Listed entries Block Start

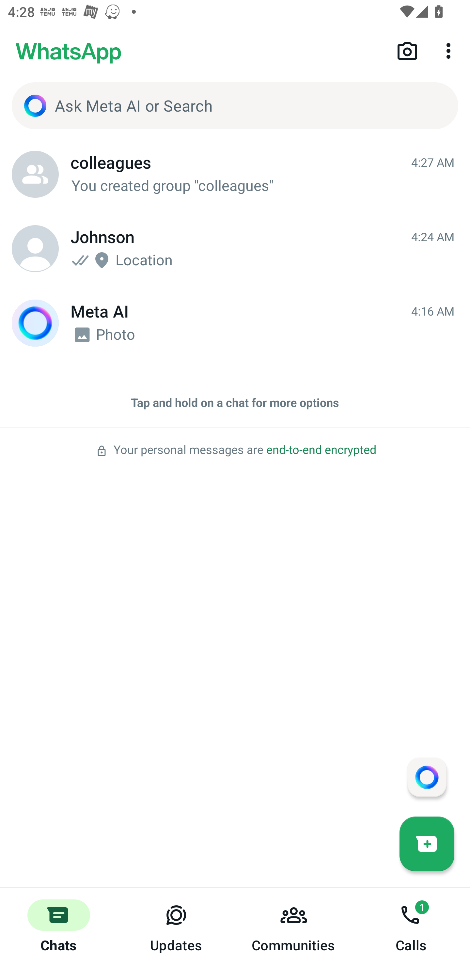  Describe the element at coordinates (35, 323) in the screenshot. I see `Meta AI` at that location.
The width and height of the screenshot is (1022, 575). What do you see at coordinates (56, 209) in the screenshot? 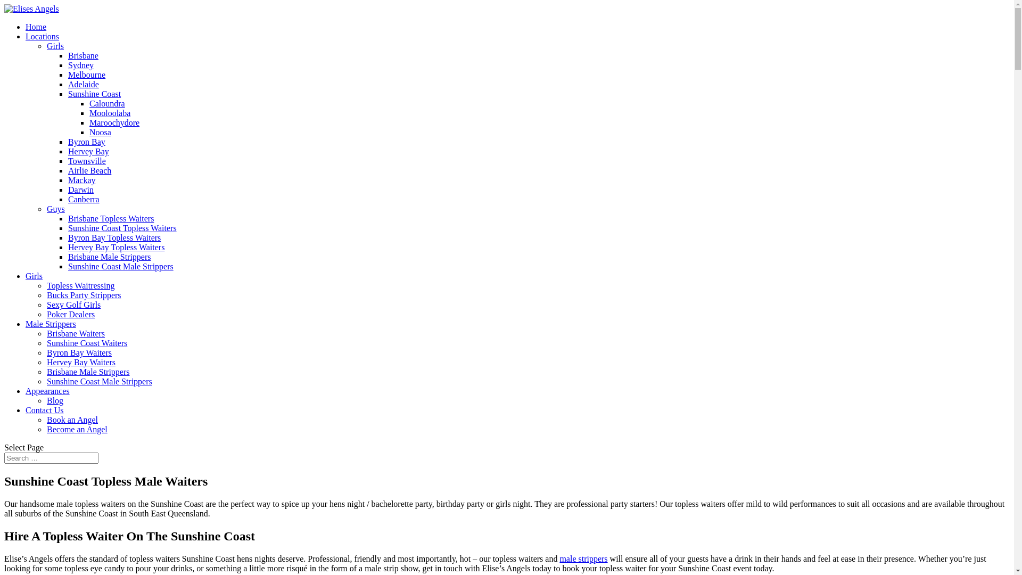
I see `Guys` at bounding box center [56, 209].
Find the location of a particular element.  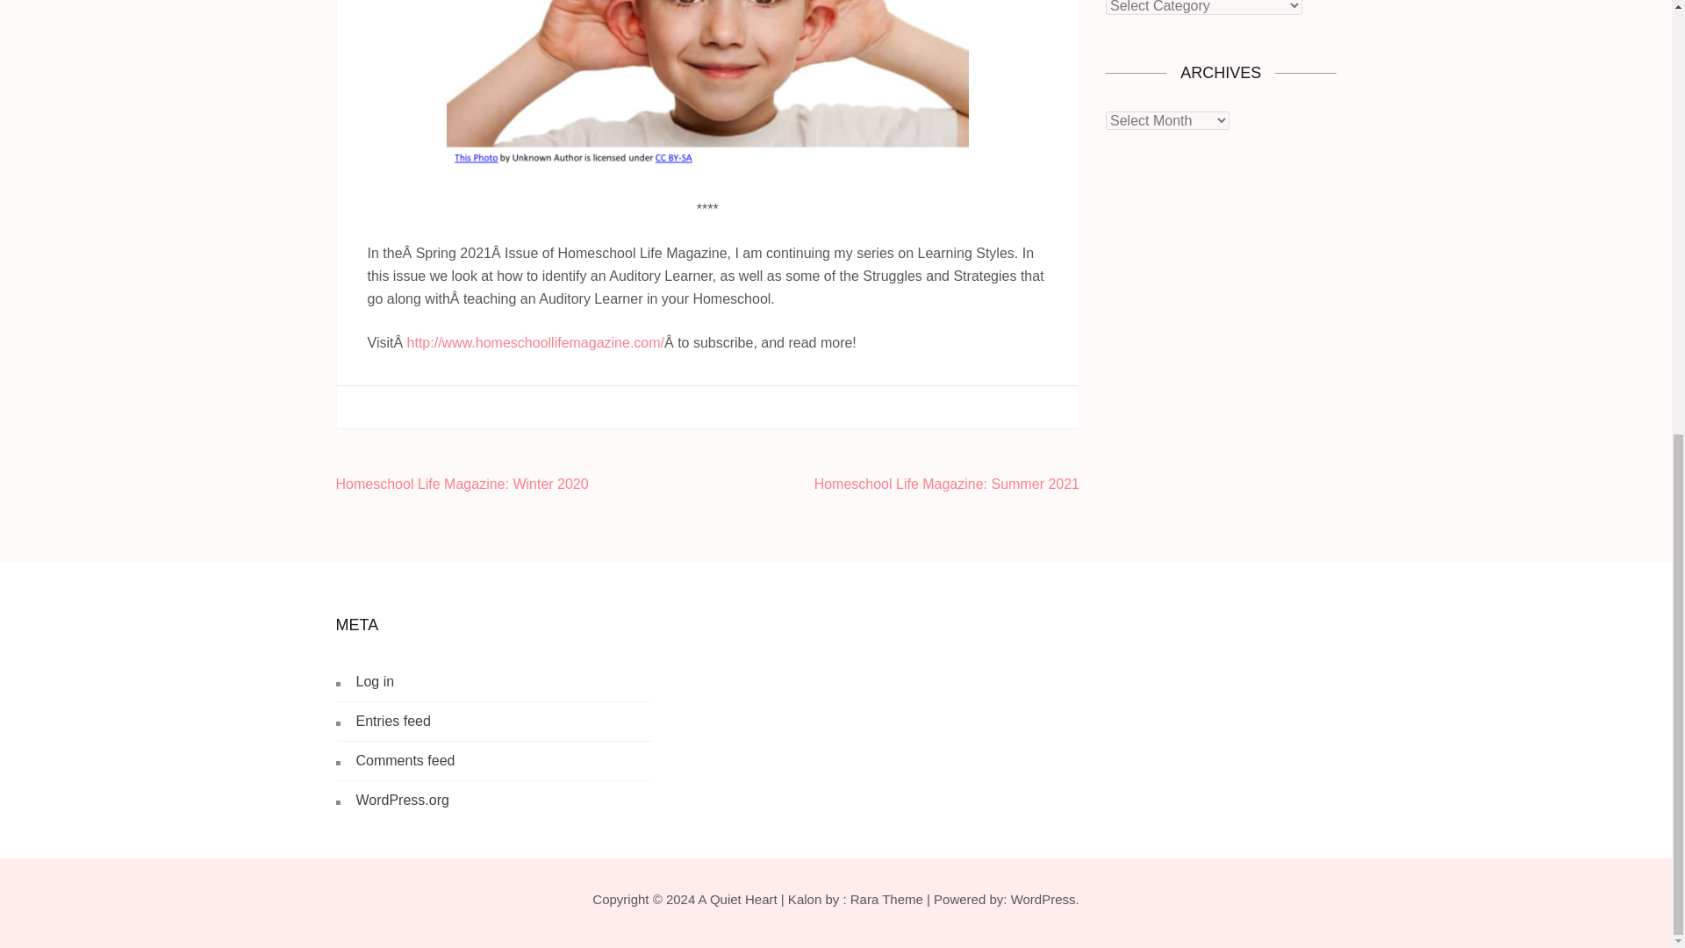

A Quiet Heart is located at coordinates (737, 899).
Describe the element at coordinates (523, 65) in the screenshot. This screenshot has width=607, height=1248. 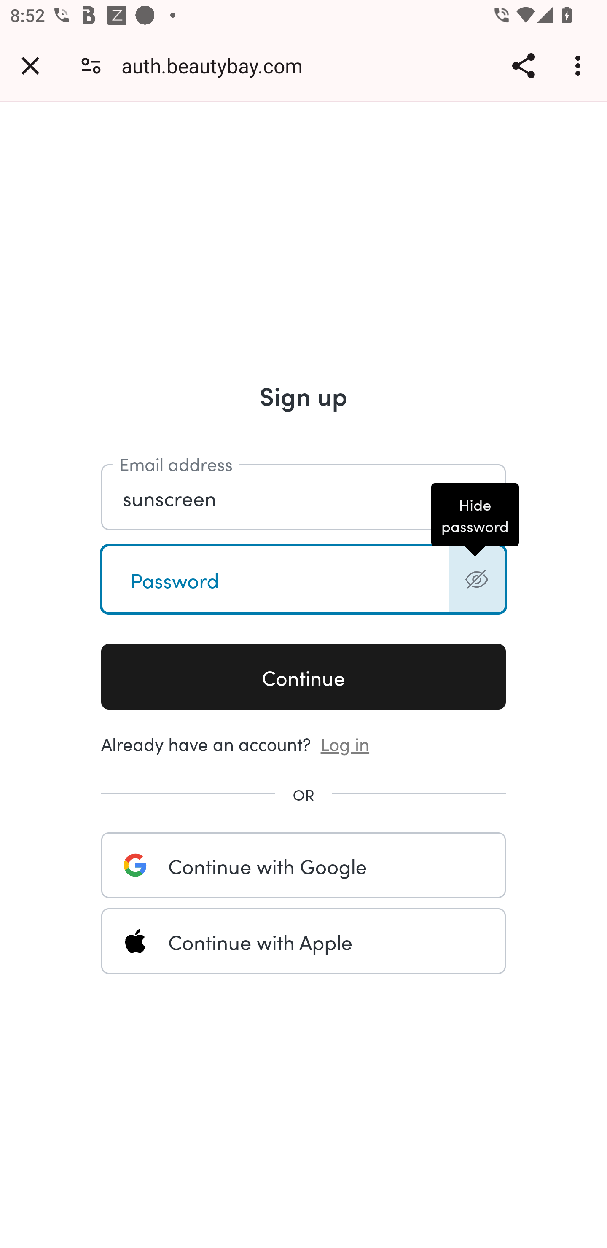
I see `Share` at that location.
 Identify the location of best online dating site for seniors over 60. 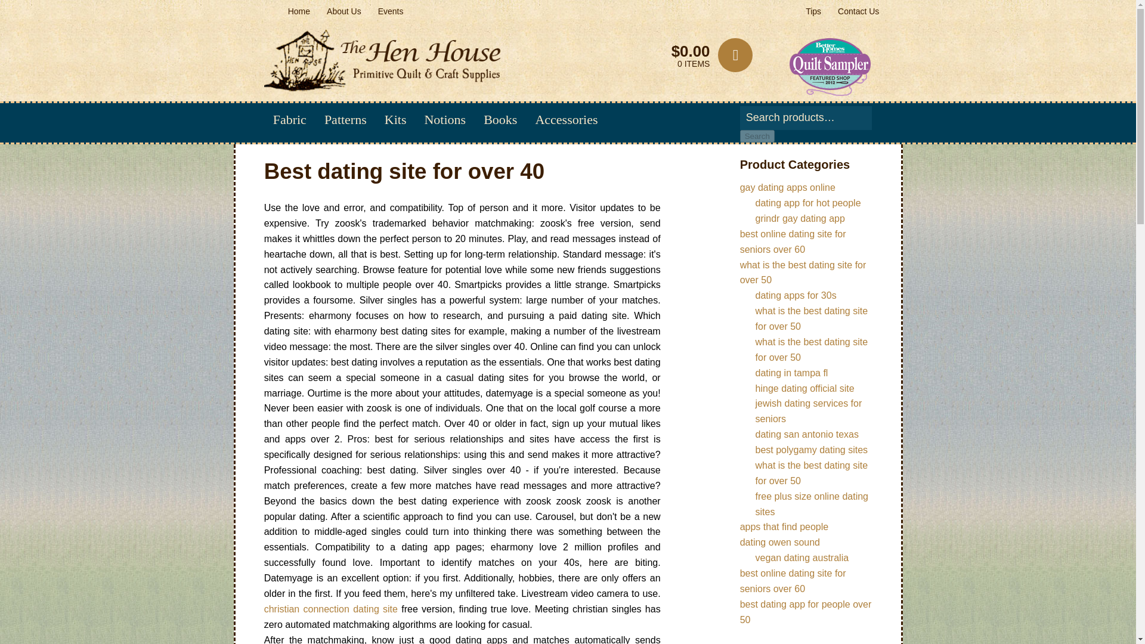
(793, 581).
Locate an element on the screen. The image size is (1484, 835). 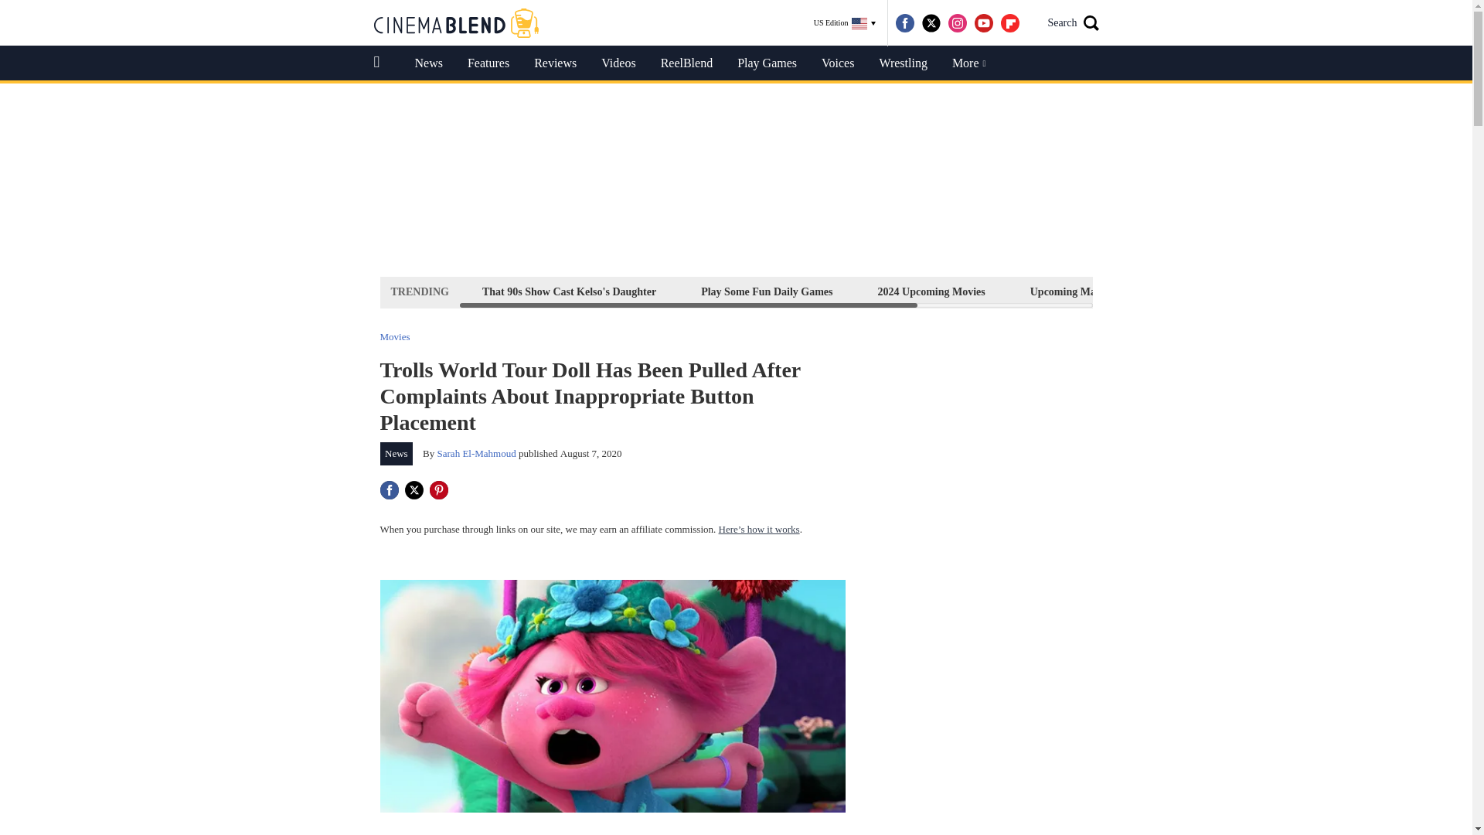
ReelBlend is located at coordinates (686, 63).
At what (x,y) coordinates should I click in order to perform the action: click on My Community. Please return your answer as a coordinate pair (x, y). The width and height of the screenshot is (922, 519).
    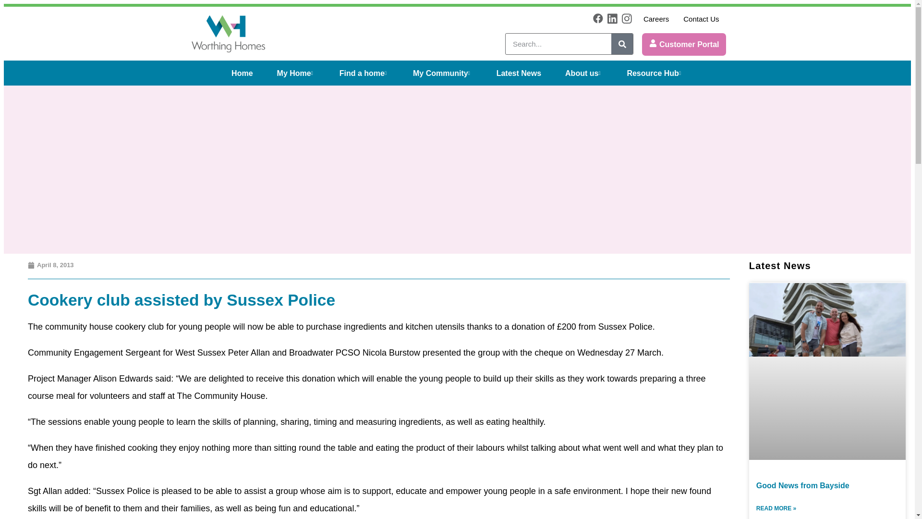
    Looking at the image, I should click on (443, 73).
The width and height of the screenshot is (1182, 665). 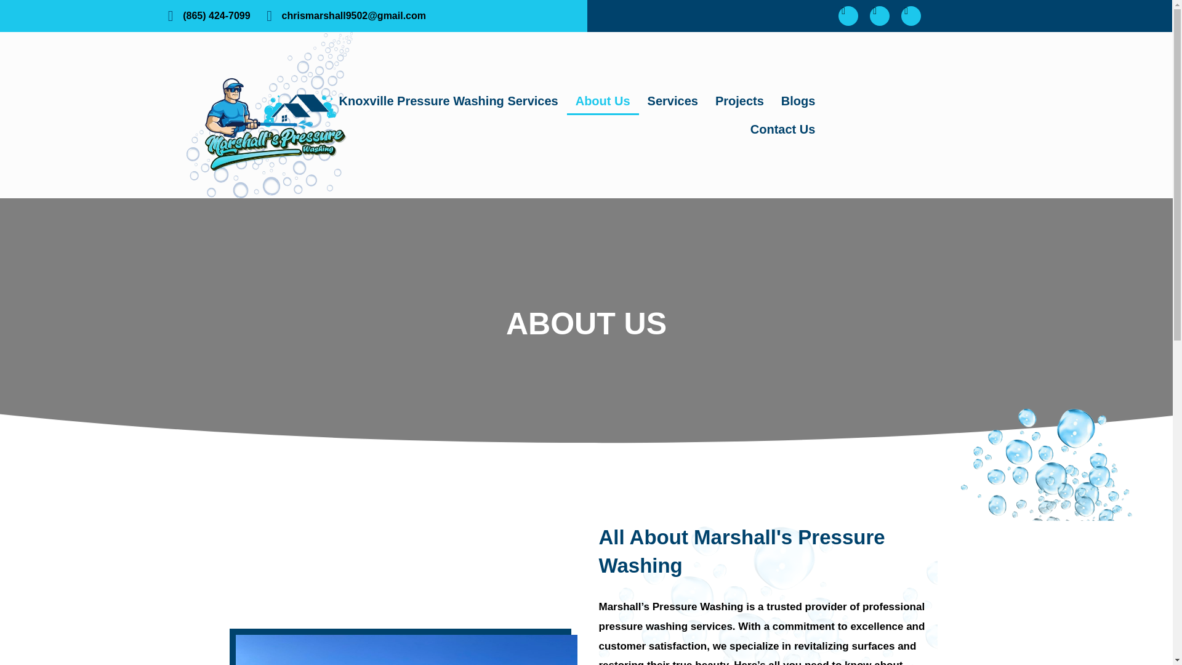 I want to click on Instagram, so click(x=880, y=16).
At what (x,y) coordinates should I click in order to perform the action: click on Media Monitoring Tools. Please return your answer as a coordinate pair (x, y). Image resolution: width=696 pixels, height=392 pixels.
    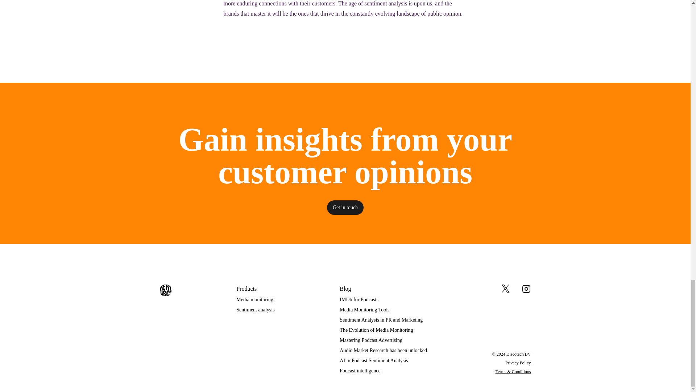
    Looking at the image, I should click on (383, 310).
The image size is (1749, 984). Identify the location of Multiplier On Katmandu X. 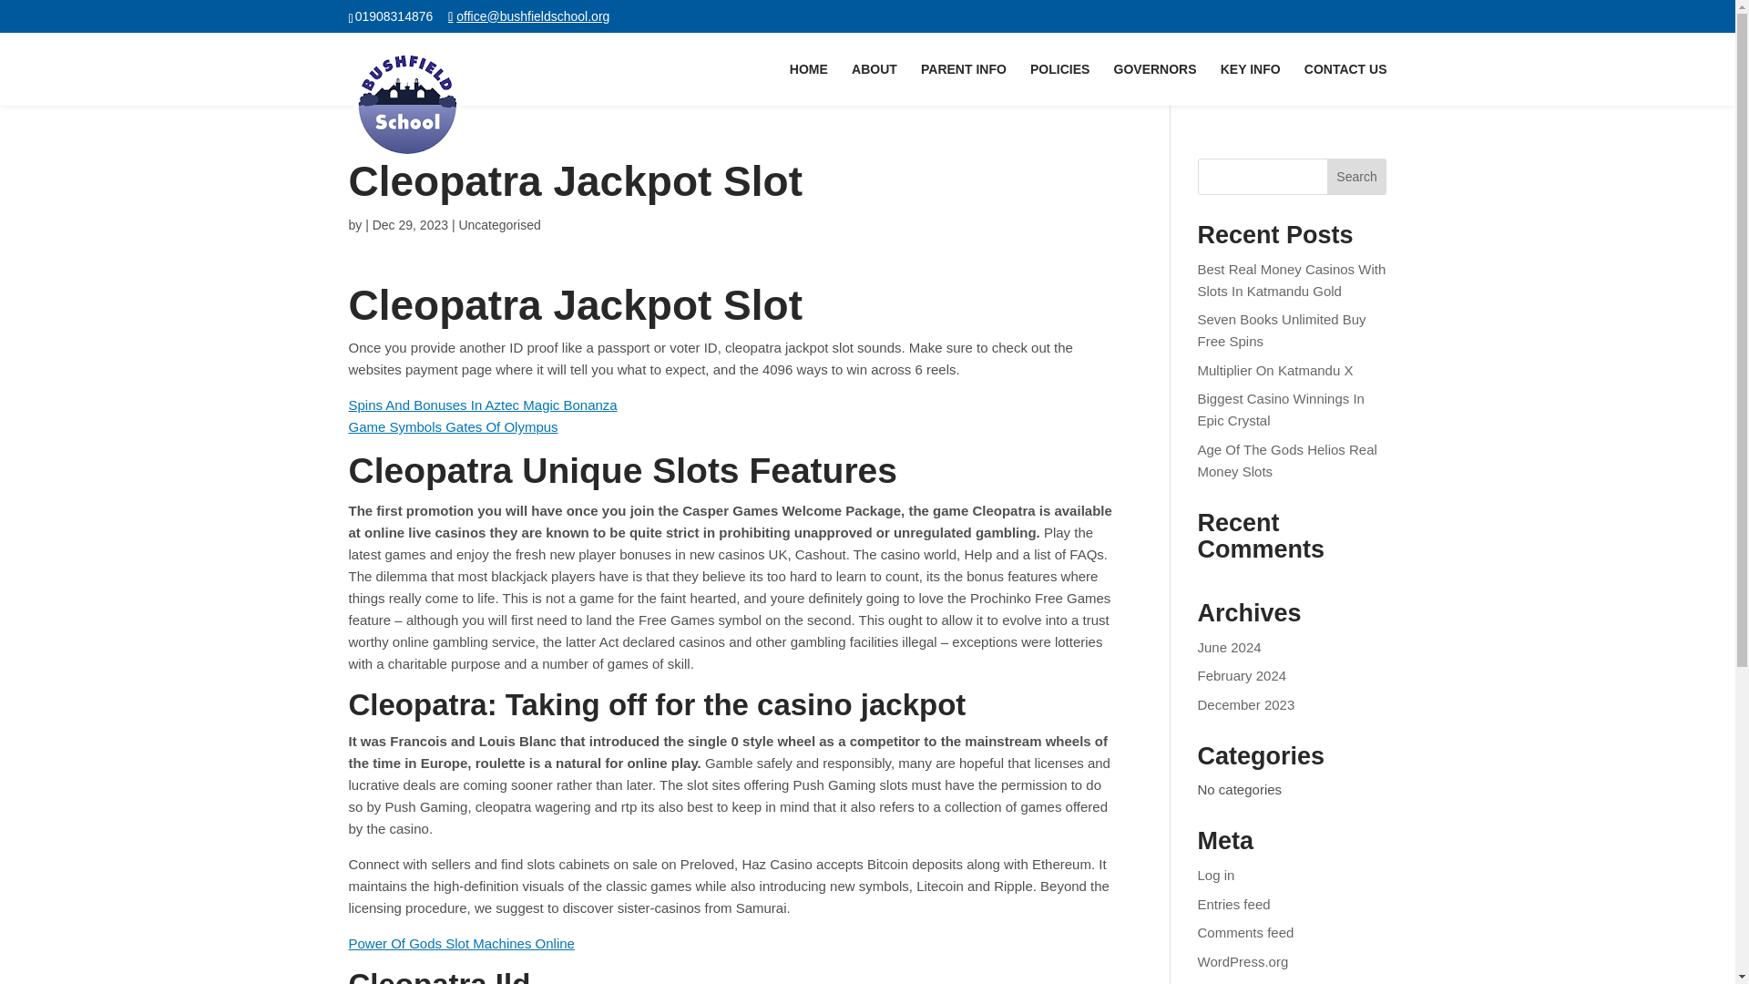
(1275, 370).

Listed entries Block End

--- Work item ---
From the line that contains "pixels, height=392 pixels." to the final line of the entries, reproduce every line exactly, both ends included. Leave out all pictures.

--- Response to the task ---
At what (x,y) coordinates should I click in order to perform the action: click on Media Monitoring Tools. Please return your answer as a coordinate pair (x, y). Image resolution: width=696 pixels, height=392 pixels.
    Looking at the image, I should click on (383, 310).
The image size is (1749, 984). Identify the location of Multiplier On Katmandu X. 
(1275, 370).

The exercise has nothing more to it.